DETROIT-In January, Detroit Public Schools signed a 10-year, $78.5 million contract with Aramark ServiceMaster Facilities Services to manage its 3,000-employee maintenance operations department.
The move, which could have eased the district's current budget woes had it been taken sooner, was blamed by some workers and union officials for the layoff of 69 employees only days earlier. But Senior Deputy Chief Executive Officer Robert Moore said the layoffs were due to belt-tightening, and that although the Aramark contract had indeed eliminated 43 sub-foreman positions, these people had not been let go, but had been sent back to labor positions. The 69 who were laid-off were some of 688 who have been laid off in recent months due to shortfalls projected in the district's budget for the 2002-03 school year. Unionized demonstrators protesting the job cuts created such a disturbance that at a February school board meeting had to be cancelled.
Of course, the privatization will probably save the taxpayers of Detroit a considerable sum, and deliver better services for those who matter most, the students. In addition, Aramark ServiceMaster will revamp the district's maintenance department to provide higher quality service. Among the planned improvements are putting a deadline on work orders (there is currently a backlog of 20,000) with a new software program, selling the maintenance warehouse and buying smaller, more centrally located buildings, and giving workers district vehicles stocked with supplies so they don't have to drive back to the warehouse for parts.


**WHAT TO WORK ON:**
Go through the listing below. Copy each line that has the string "icon".

**EXCERPTED RECORDS:**
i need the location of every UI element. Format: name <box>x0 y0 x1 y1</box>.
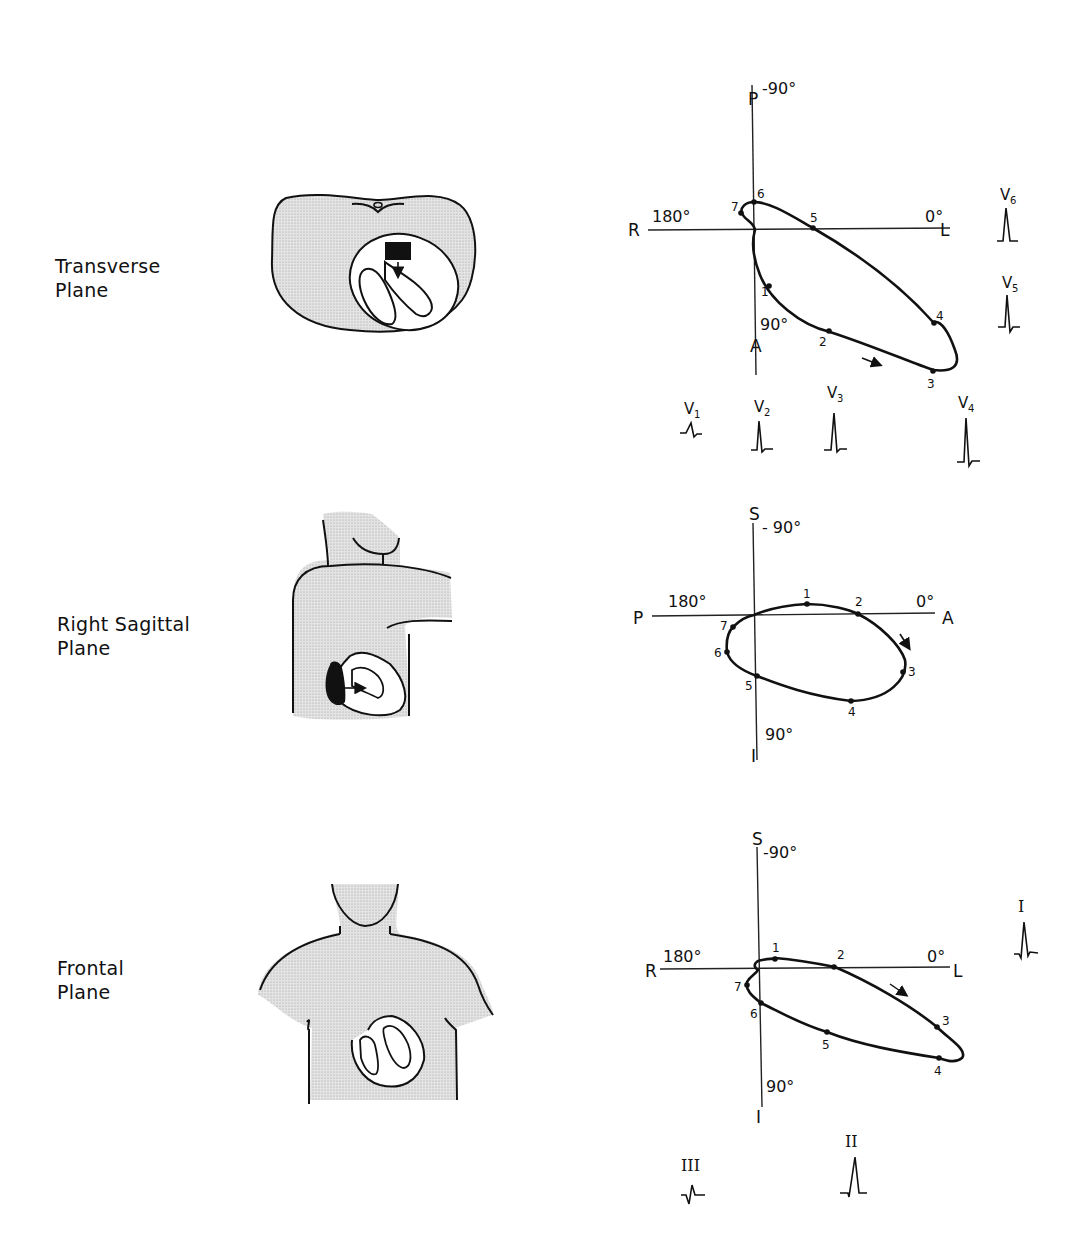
svg-text:6: 6 <box>757 187 765 201</box>
svg-text:5: 5 <box>745 679 753 693</box>
x-axis <box>652 613 935 616</box>
frontal-torso-illustration <box>258 884 493 1104</box>
svg-text:6: 6 <box>1010 195 1016 206</box>
svg-text:A: A <box>750 336 762 356</box>
lead-v1: V 1 <box>680 400 702 437</box>
y-axis <box>757 847 762 1107</box>
svg-text:3: 3 <box>942 1014 950 1028</box>
svg-text:0°: 0° <box>916 592 934 611</box>
svg-text:7: 7 <box>734 980 742 994</box>
lead-v2: S V 2 <box>751 398 773 452</box>
frontal-vcg-loop: S -90° R 180° 0° L 90° I 1 2 3 4 5 6 7 <box>645 829 963 1127</box>
svg-text:6: 6 <box>714 646 722 660</box>
direction-arrow-icon <box>890 984 906 995</box>
lead-v6: V 6 <box>997 186 1018 241</box>
svg-text:L: L <box>953 961 963 981</box>
svg-text:-90°: -90° <box>762 79 796 98</box>
svg-text:1: 1 <box>803 587 811 601</box>
direction-arrow-icon <box>862 358 880 365</box>
svg-text:I: I <box>1018 897 1024 916</box>
x-axis <box>660 967 950 969</box>
svg-text:II: II <box>845 1132 858 1151</box>
svg-text:3: 3 <box>837 393 843 404</box>
svg-text:R: R <box>628 220 640 240</box>
svg-text:5: 5 <box>810 211 818 225</box>
vectorcardiogram-figure: P -90° R 180° 0° L 90° A 1 2 3 4 5 6 7 V… <box>0 0 1067 1252</box>
transverse-vcg-loop: P -90° R 180° 0° L 90° A 1 2 3 4 5 6 7 <box>628 79 957 391</box>
svg-text:3: 3 <box>908 665 916 679</box>
svg-text:0°: 0° <box>927 947 945 966</box>
svg-text:7: 7 <box>731 200 739 214</box>
svg-text:R: R <box>645 961 657 981</box>
svg-text:90°: 90° <box>766 1077 794 1096</box>
direction-arrow-icon <box>900 634 909 648</box>
svg-text:5: 5 <box>822 1038 830 1052</box>
svg-text:180°: 180° <box>668 592 707 611</box>
svg-text:2: 2 <box>819 335 827 349</box>
svg-text:5: 5 <box>1012 283 1018 294</box>
axis-letter-top: P <box>748 89 758 109</box>
svg-text:7: 7 <box>720 619 728 633</box>
svg-text:I: I <box>756 1107 761 1127</box>
x-axis <box>648 228 950 230</box>
svg-text:180°: 180° <box>652 207 691 226</box>
svg-text:S: S <box>749 504 760 524</box>
svg-text:2: 2 <box>855 595 863 609</box>
svg-text:3: 3 <box>927 377 935 391</box>
y-axis <box>753 523 757 760</box>
lead-v3: V 3 <box>824 384 847 452</box>
svg-text:L: L <box>940 220 950 240</box>
transverse-chest-illustration <box>272 195 475 345</box>
svg-text:4: 4 <box>848 705 856 719</box>
svg-text:1: 1 <box>694 409 700 420</box>
svg-text:180°: 180° <box>663 947 702 966</box>
svg-text:4: 4 <box>968 403 974 414</box>
right-sagittal-body-illustration <box>293 512 452 720</box>
svg-text:2: 2 <box>837 948 845 962</box>
svg-text:4: 4 <box>934 1064 942 1078</box>
svg-text:90°: 90° <box>760 315 788 334</box>
svg-text:1: 1 <box>772 941 780 955</box>
svg-text:I: I <box>751 746 756 766</box>
svg-text:III: III <box>681 1156 700 1175</box>
right-sagittal-vcg-loop: S - 90° P 180° 0° A 90° I 1 2 3 4 5 6 7 <box>633 504 954 766</box>
svg-text:A: A <box>942 608 954 628</box>
svg-text:4: 4 <box>936 309 944 323</box>
lead-v5: V 5 <box>998 274 1020 332</box>
svg-text:6: 6 <box>750 1007 758 1021</box>
svg-text:-90°: -90° <box>763 843 797 862</box>
limb-leads: I II III <box>681 897 1038 1204</box>
svg-text:S: S <box>752 829 763 849</box>
svg-text:P: P <box>633 608 643 628</box>
svg-text:- 90°: - 90° <box>762 518 801 537</box>
svg-text:1: 1 <box>761 285 769 299</box>
lead-ii: II <box>840 1132 867 1197</box>
lead-iii: III <box>681 1156 705 1204</box>
lead-v4: V 4 <box>957 394 980 466</box>
lead-i: I <box>1014 897 1038 958</box>
svg-text:90°: 90° <box>765 725 793 744</box>
svg-text:2: 2 <box>764 407 770 418</box>
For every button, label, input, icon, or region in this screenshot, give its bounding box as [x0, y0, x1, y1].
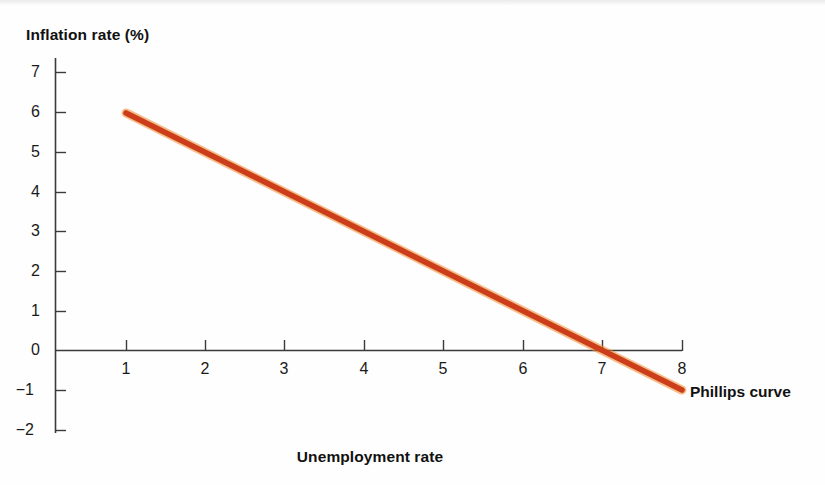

**OUTPUT FOR THIS TASK:**
direction-arrow-icon <box>890 984 906 995</box>
direction-arrow-icon <box>862 358 880 365</box>
direction-arrow-icon <box>900 634 909 648</box>
For every button, label, input, icon, or region in this screenshot, give its bounding box as [x0, y0, x1, y1].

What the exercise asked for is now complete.